# EXERCISE
Please retype all the data below exactly, line for line.

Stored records

>>>

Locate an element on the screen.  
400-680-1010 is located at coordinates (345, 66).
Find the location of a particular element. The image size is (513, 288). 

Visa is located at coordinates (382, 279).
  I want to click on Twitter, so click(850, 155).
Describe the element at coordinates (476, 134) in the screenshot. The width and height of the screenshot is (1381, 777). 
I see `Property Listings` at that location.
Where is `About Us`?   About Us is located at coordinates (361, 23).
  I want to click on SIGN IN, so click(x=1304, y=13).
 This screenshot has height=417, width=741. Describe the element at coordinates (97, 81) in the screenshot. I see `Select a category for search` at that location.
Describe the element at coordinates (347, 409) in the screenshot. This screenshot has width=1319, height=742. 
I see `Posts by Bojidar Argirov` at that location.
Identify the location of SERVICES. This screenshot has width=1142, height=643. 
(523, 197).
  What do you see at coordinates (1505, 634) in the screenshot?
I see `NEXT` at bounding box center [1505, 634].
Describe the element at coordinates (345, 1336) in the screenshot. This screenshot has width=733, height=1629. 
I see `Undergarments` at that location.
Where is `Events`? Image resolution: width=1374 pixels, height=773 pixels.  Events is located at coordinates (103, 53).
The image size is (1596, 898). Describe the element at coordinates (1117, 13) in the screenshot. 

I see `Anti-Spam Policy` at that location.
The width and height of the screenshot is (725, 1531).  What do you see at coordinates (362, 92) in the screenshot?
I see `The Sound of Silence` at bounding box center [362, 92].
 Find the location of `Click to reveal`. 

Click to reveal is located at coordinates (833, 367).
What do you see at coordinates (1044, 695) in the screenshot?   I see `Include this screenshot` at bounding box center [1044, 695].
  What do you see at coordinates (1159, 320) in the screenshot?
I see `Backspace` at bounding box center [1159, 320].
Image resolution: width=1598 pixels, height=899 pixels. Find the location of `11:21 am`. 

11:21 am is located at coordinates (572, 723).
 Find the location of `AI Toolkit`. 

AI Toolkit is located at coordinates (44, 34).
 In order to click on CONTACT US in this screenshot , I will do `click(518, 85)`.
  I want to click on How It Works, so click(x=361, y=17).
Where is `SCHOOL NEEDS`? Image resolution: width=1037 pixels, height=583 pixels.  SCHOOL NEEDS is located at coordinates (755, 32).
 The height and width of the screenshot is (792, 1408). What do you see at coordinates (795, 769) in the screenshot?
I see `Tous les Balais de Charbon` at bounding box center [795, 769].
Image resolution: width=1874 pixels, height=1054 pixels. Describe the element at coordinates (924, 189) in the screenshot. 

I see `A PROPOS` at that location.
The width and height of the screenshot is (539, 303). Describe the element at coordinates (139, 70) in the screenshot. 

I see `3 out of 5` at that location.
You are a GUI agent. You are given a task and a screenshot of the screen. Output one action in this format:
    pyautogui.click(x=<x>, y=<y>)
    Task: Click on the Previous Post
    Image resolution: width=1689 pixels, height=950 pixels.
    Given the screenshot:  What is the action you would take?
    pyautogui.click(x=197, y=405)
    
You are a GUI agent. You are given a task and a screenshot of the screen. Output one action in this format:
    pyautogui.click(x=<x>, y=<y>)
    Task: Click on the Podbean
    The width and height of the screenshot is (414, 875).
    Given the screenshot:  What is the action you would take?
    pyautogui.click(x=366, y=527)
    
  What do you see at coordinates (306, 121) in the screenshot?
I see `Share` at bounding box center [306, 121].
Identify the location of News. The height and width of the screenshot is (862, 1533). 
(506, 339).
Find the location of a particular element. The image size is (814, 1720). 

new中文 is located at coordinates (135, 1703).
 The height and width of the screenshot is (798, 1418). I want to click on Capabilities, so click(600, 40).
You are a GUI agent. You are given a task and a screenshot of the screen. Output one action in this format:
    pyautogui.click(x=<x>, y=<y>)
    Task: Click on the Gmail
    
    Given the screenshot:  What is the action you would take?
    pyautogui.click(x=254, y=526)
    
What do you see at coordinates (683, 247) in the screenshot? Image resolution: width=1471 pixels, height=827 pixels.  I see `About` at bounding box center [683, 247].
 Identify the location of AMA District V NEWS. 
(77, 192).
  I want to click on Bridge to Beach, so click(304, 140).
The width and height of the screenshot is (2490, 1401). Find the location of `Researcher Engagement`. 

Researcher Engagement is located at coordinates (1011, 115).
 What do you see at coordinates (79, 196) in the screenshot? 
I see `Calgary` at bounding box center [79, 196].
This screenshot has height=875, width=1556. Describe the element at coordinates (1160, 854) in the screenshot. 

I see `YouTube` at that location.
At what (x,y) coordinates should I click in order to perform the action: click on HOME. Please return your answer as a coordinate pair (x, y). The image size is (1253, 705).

<<<

# ANSWER BOX
Locate an element on the screen.  
400-680-1010 is located at coordinates (345, 66).
Find the location of a particular element. The image size is (513, 288). 

Visa is located at coordinates (382, 279).
  I want to click on Twitter, so click(850, 155).
Describe the element at coordinates (476, 134) in the screenshot. The width and height of the screenshot is (1381, 777). 
I see `Property Listings` at that location.
Where is `About Us`?   About Us is located at coordinates (361, 23).
  I want to click on SIGN IN, so click(x=1304, y=13).
 This screenshot has height=417, width=741. Describe the element at coordinates (97, 81) in the screenshot. I see `Select a category for search` at that location.
Describe the element at coordinates (347, 409) in the screenshot. This screenshot has width=1319, height=742. 
I see `Posts by Bojidar Argirov` at that location.
Identify the location of SERVICES. This screenshot has width=1142, height=643. 
(523, 197).
  What do you see at coordinates (1505, 634) in the screenshot?
I see `NEXT` at bounding box center [1505, 634].
Describe the element at coordinates (345, 1336) in the screenshot. This screenshot has width=733, height=1629. 
I see `Undergarments` at that location.
Where is `Events`? Image resolution: width=1374 pixels, height=773 pixels.  Events is located at coordinates (103, 53).
The image size is (1596, 898). Describe the element at coordinates (1117, 13) in the screenshot. 

I see `Anti-Spam Policy` at that location.
The width and height of the screenshot is (725, 1531).  What do you see at coordinates (362, 92) in the screenshot?
I see `The Sound of Silence` at bounding box center [362, 92].
 Find the location of `Click to reveal`. 

Click to reveal is located at coordinates (833, 367).
What do you see at coordinates (1044, 695) in the screenshot?   I see `Include this screenshot` at bounding box center [1044, 695].
  What do you see at coordinates (1159, 320) in the screenshot?
I see `Backspace` at bounding box center [1159, 320].
Image resolution: width=1598 pixels, height=899 pixels. Find the location of `11:21 am`. 

11:21 am is located at coordinates (572, 723).
 Find the location of `AI Toolkit`. 

AI Toolkit is located at coordinates (44, 34).
 In order to click on CONTACT US in this screenshot , I will do `click(518, 85)`.
  I want to click on How It Works, so click(x=361, y=17).
Where is `SCHOOL NEEDS`? Image resolution: width=1037 pixels, height=583 pixels.  SCHOOL NEEDS is located at coordinates (755, 32).
 The height and width of the screenshot is (792, 1408). What do you see at coordinates (795, 769) in the screenshot?
I see `Tous les Balais de Charbon` at bounding box center [795, 769].
Image resolution: width=1874 pixels, height=1054 pixels. Describe the element at coordinates (924, 189) in the screenshot. 

I see `A PROPOS` at that location.
The width and height of the screenshot is (539, 303). Describe the element at coordinates (139, 70) in the screenshot. 

I see `3 out of 5` at that location.
You are a GUI agent. You are given a task and a screenshot of the screen. Output one action in this format:
    pyautogui.click(x=<x>, y=<y>)
    Task: Click on the Previous Post
    Image resolution: width=1689 pixels, height=950 pixels.
    Given the screenshot:  What is the action you would take?
    pyautogui.click(x=197, y=405)
    
You are a GUI agent. You are given a task and a screenshot of the screen. Output one action in this format:
    pyautogui.click(x=<x>, y=<y>)
    Task: Click on the Podbean
    The width and height of the screenshot is (414, 875).
    Given the screenshot:  What is the action you would take?
    pyautogui.click(x=366, y=527)
    
  What do you see at coordinates (306, 121) in the screenshot?
I see `Share` at bounding box center [306, 121].
Identify the location of News. The height and width of the screenshot is (862, 1533). 
(506, 339).
Find the location of a particular element. The image size is (814, 1720). 

new中文 is located at coordinates (135, 1703).
 The height and width of the screenshot is (798, 1418). I want to click on Capabilities, so click(600, 40).
You are a GUI agent. You are given a task and a screenshot of the screen. Output one action in this format:
    pyautogui.click(x=<x>, y=<y>)
    Task: Click on the Gmail
    
    Given the screenshot:  What is the action you would take?
    pyautogui.click(x=254, y=526)
    
What do you see at coordinates (683, 247) in the screenshot? Image resolution: width=1471 pixels, height=827 pixels.  I see `About` at bounding box center [683, 247].
 Identify the location of AMA District V NEWS. 
(77, 192).
  I want to click on Bridge to Beach, so click(304, 140).
The width and height of the screenshot is (2490, 1401). Find the location of `Researcher Engagement`. 

Researcher Engagement is located at coordinates (1011, 115).
 What do you see at coordinates (79, 196) in the screenshot? 
I see `Calgary` at bounding box center [79, 196].
This screenshot has height=875, width=1556. Describe the element at coordinates (1160, 854) in the screenshot. 

I see `YouTube` at that location.
At what (x,y) coordinates should I click in order to perform the action: click on HOME. Please return your answer as a coordinate pair (x, y). The image size is (1253, 705).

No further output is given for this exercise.